Johan Sundberg Wraps a Swedish Sticker Factory in an Undulating Timber Shell
On an industrial estate in Lomma, a production hall sheds its utilitarian skin for pine plywood, terrazzo, and a non-hierarchical plan.
Production buildings rarely aspire to civic presence. They occupy industrial estates as boxes: flat roofed, clad in corrugated metal, oriented so their loading docks face away from the street. The Stickerapp Urban Factory in Lomma, Sweden, designed by Johan Sundberg arkitektur, refuses every one of those defaults. Its undulating timber facade curves toward the street rather than retreating from it, its canopy shelters arrivals like a public building, and its ground floor restaurant is designed to open to the neighborhood several days a week. What was originally planned for 60 employees now holds 140, yet the architecture reads as generous rather than packed.
The most interesting move here is conceptual rather than formal. Sundberg placed the production hall at the heart of the plan, then wrapped offices, social spaces, and warehousing around it, connected through large glazed walls. The result is a factory you can see into from every workspace, a layout that mirrors the client's non-hierarchical culture and turns the act of making stickers into something visible, shared, and oddly dignified. The architecture argues that a production environment and a humane workplace are not opposing goals but the same brief.
A Facade Without a Back


Most factories have a front and a back. The Stickerapp building was designed to look good from all angles, and the undulating facade is the mechanism that makes this possible. Vertical timber cladding wraps the upper volume in a continuous rhythm, while a curved concrete base anchors the building to the ground and accommodates planted beds that soften the industrial context. At dusk the warmth of the wood catches ambient light, lending the structure a domestic glow that no sheet metal warehouse could achieve.
The deep roof overhang, lined with an exposed wood soffit, does practical work as well. It shields the entrance zone from rain and direct sunlight, functioning as a kind of outdoor vestibule where arrivals and departures happen under cover. The curve of the canopy is not decorative; it accommodates the building's program of movement, guiding trucks, cyclists, and pedestrians along different trajectories without signage or bollards.

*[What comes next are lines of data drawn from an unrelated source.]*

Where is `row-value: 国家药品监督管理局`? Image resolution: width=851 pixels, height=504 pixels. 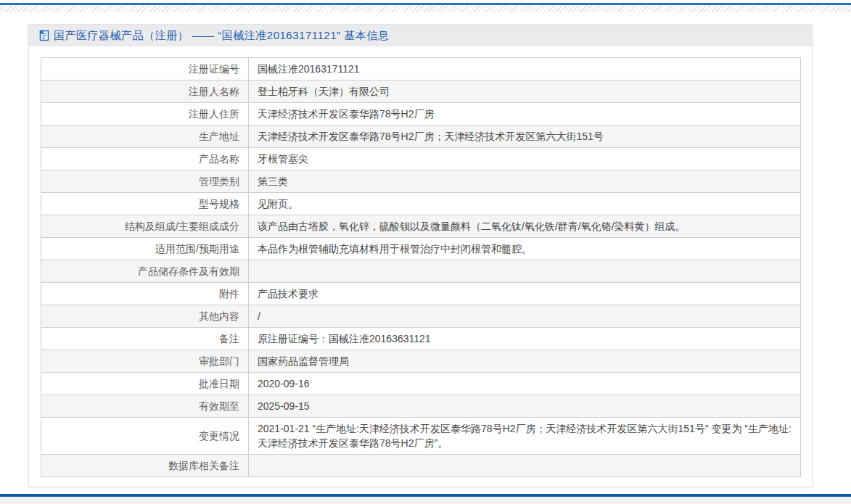
row-value: 国家药品监督管理局 is located at coordinates (525, 361). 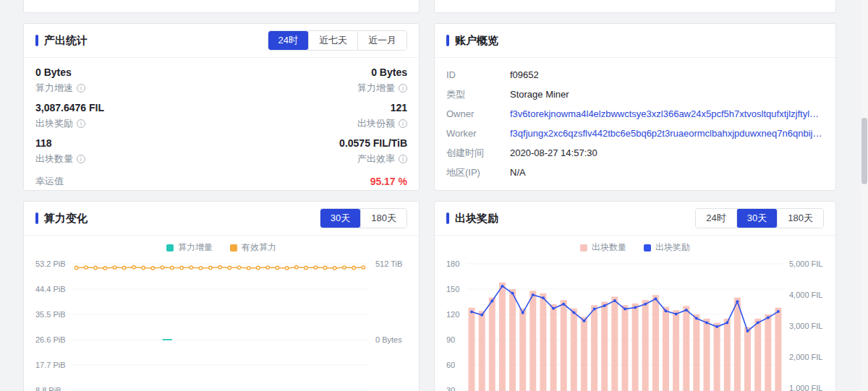 What do you see at coordinates (453, 289) in the screenshot?
I see `svg-text: 150` at bounding box center [453, 289].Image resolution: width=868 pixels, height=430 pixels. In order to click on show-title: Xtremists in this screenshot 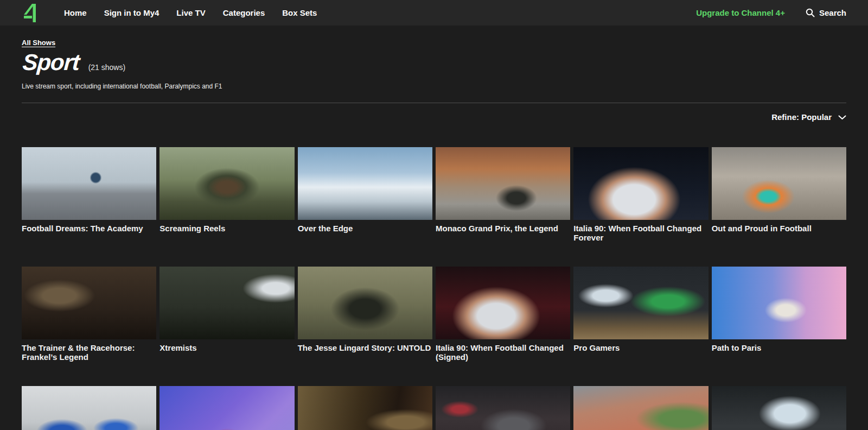, I will do `click(227, 347)`.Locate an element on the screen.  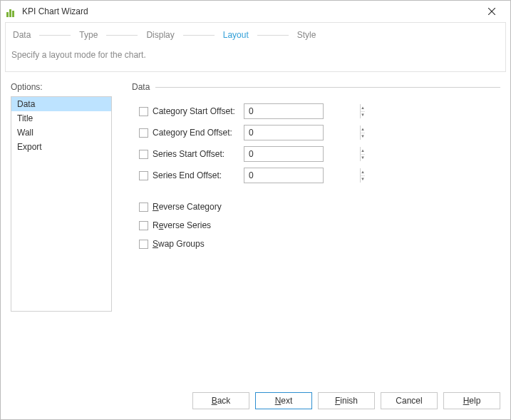
checkbox-category-end-offset is located at coordinates (144, 133).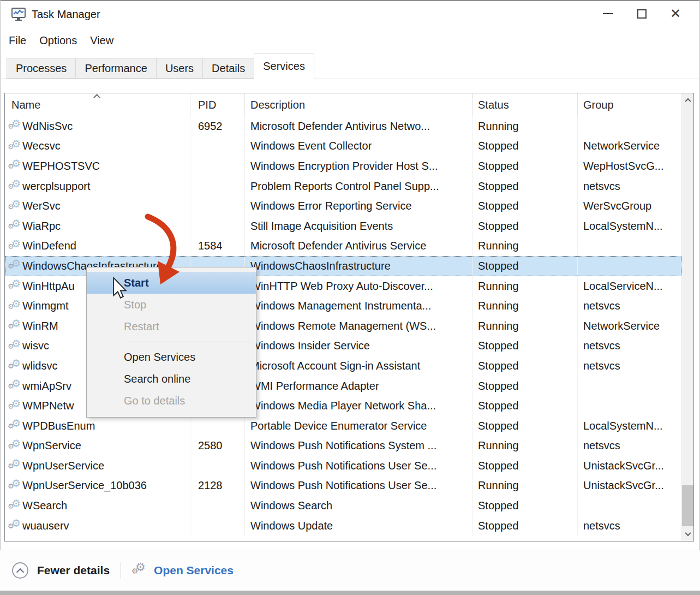 The height and width of the screenshot is (595, 700). I want to click on menu-options: Options, so click(58, 40).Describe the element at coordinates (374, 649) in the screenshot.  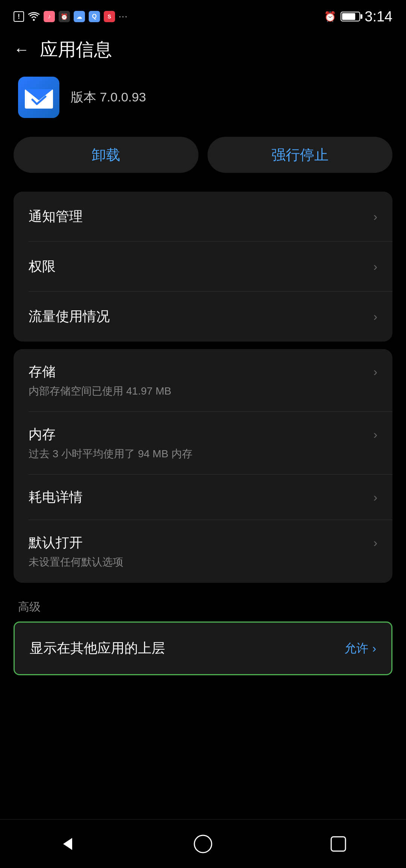
I see `chevron-right-icon-8: ›` at that location.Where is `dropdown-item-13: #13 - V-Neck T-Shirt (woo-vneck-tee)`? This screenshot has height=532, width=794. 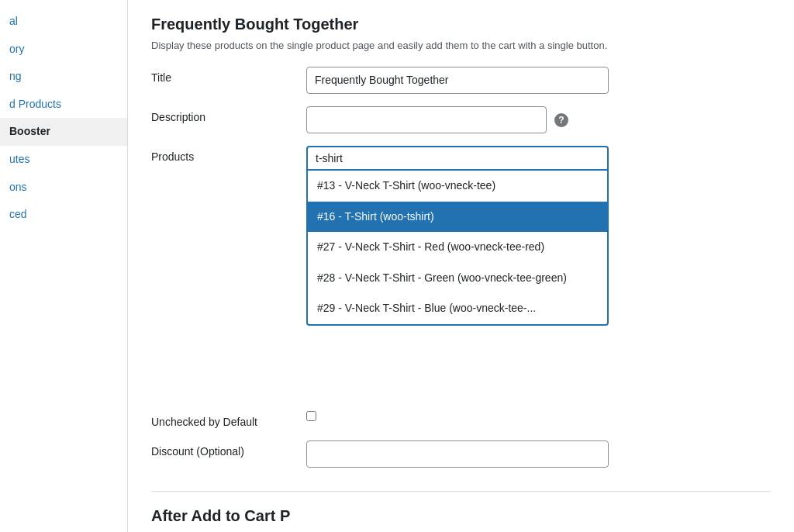 dropdown-item-13: #13 - V-Neck T-Shirt (woo-vneck-tee) is located at coordinates (457, 186).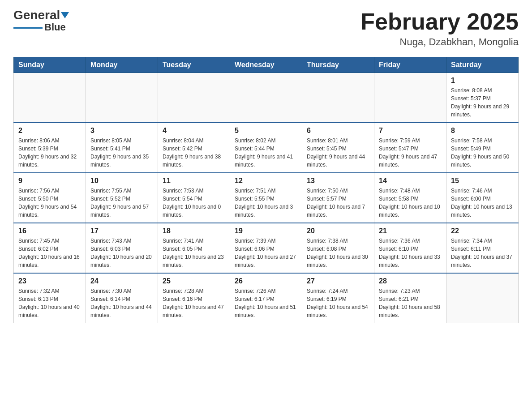 The image size is (532, 411). Describe the element at coordinates (483, 248) in the screenshot. I see `calendar-day-cell: 22Sunrise: 7:34 AM Sunset: 6:11 PM Dayli…` at that location.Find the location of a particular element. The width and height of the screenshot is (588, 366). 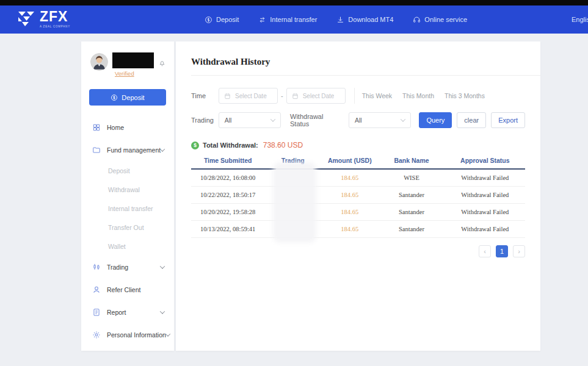

sidebar-item-trading: Trading is located at coordinates (128, 267).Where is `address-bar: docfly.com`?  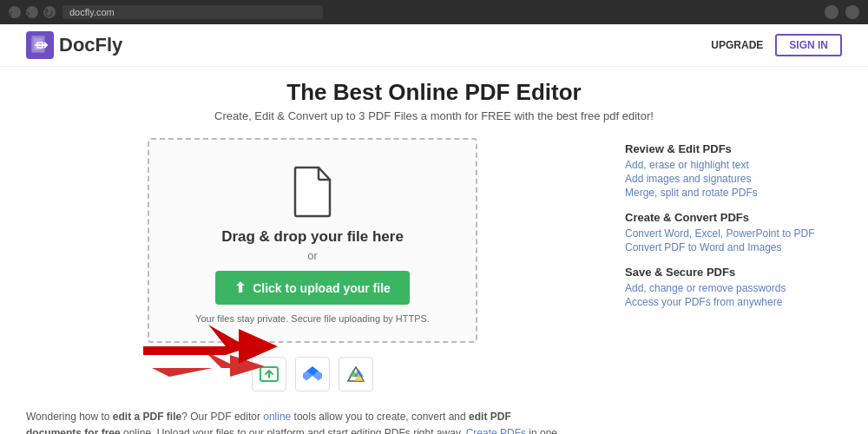 address-bar: docfly.com is located at coordinates (193, 12). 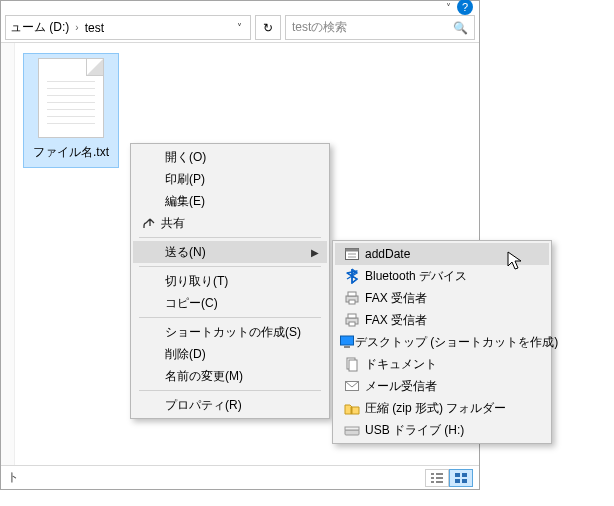 I want to click on sendto-adddate: addDate, so click(x=442, y=254).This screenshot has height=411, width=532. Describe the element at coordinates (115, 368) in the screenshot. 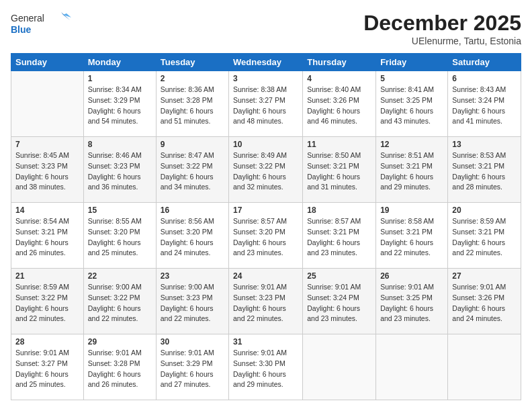

I see `day-info: Sunrise: 9:01 AMSunset: 3:28 PMDaylight:…` at that location.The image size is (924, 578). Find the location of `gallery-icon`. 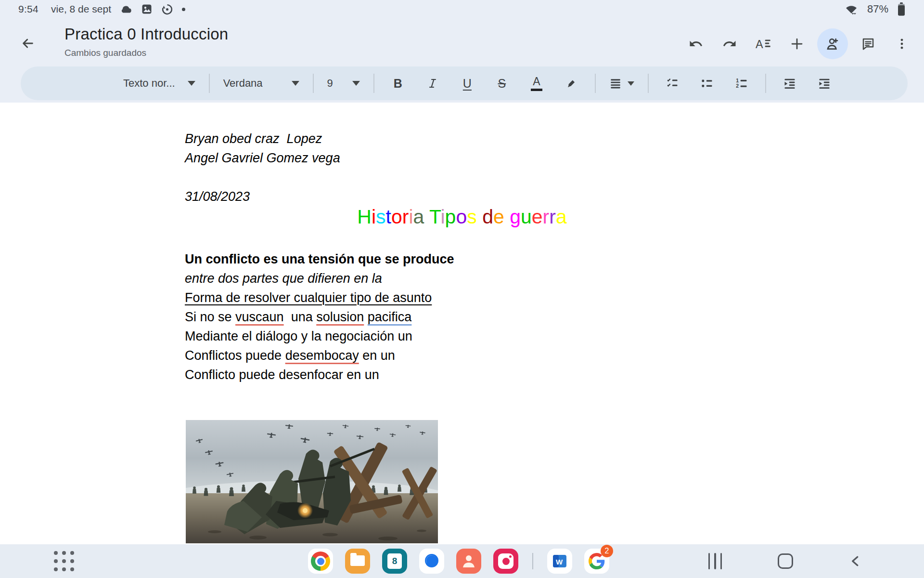

gallery-icon is located at coordinates (147, 9).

Bronsgatan in Lomma gains a piece of urban space where there was previously just a property line.
Simple Means, Unusual Warmth
The material palette is restrained and economical: pine plywood on interior walls, light terrazzo on the floors, Troldtekt acoustic ceiling tiles overhead. None of these are luxury finishes. What elevates them is precision. The pine plywood is detailed with minimal joints, so the cladding reads as a continuous surface rather than a patchwork of panels. Glass partitions use slender frames that keep sightlines open between offices and the central production hall. Exposed steel beams in the hall are left honest, their scale reinforcing the industrial purpose of the space without apology.
Site-built fixed furnishings, including elements in a common room with ping pong tables and reading nooks, contribute to an atmosphere that feels designed rather than furnished after the fact. Loose interior pieces were handled by Karolina Nilsson of White Arkitekter, adding a layer of considered domesticity to a building type that typically gets office furniture from a catalog. The cafeteria beside the entrance includes a professional-quality kitchen, reinforcing the idea that eating together is as much a part of the company's culture as manufacturing.
Why This Project Matters
The Stickerapp Urban Factory is a quiet rebuke to the notion that production buildings are exempt from architectural ambition. By centering the factory floor and wrapping it in communal program, Johan Sundberg created a workplace where hierarchy dissolves into visibility. Everyone sees the product being made; no one is relegated to a windowless corridor. High windows flood the office level with daylight, well-proportioned ventilation pipes give the production hall a technical rhythm, and the whole thing cost what a conventional industrial building would cost, just spent more carefully.
The broader lesson is about economy of means. Pine plywood, terrazzo, and Troldtekt are not heroic materials. Steel beams are not novel structure. But when these elements are assembled with graphic precision and governed by a clear idea about how people should work together, they produce something that outperforms buildings with ten times the budget. Lomma now has an industrial building that acts like a civic neighbor, and 140 employees work in a factory that feels like a place designed for humans first and logistics second.
Stickerapp Urban Factory by Johan Sundberg arkitektur, with project architect Henrik Ålund of Studio Ålund AB. Lomma, Sweden, 2021. Photography by Markus Linderoth.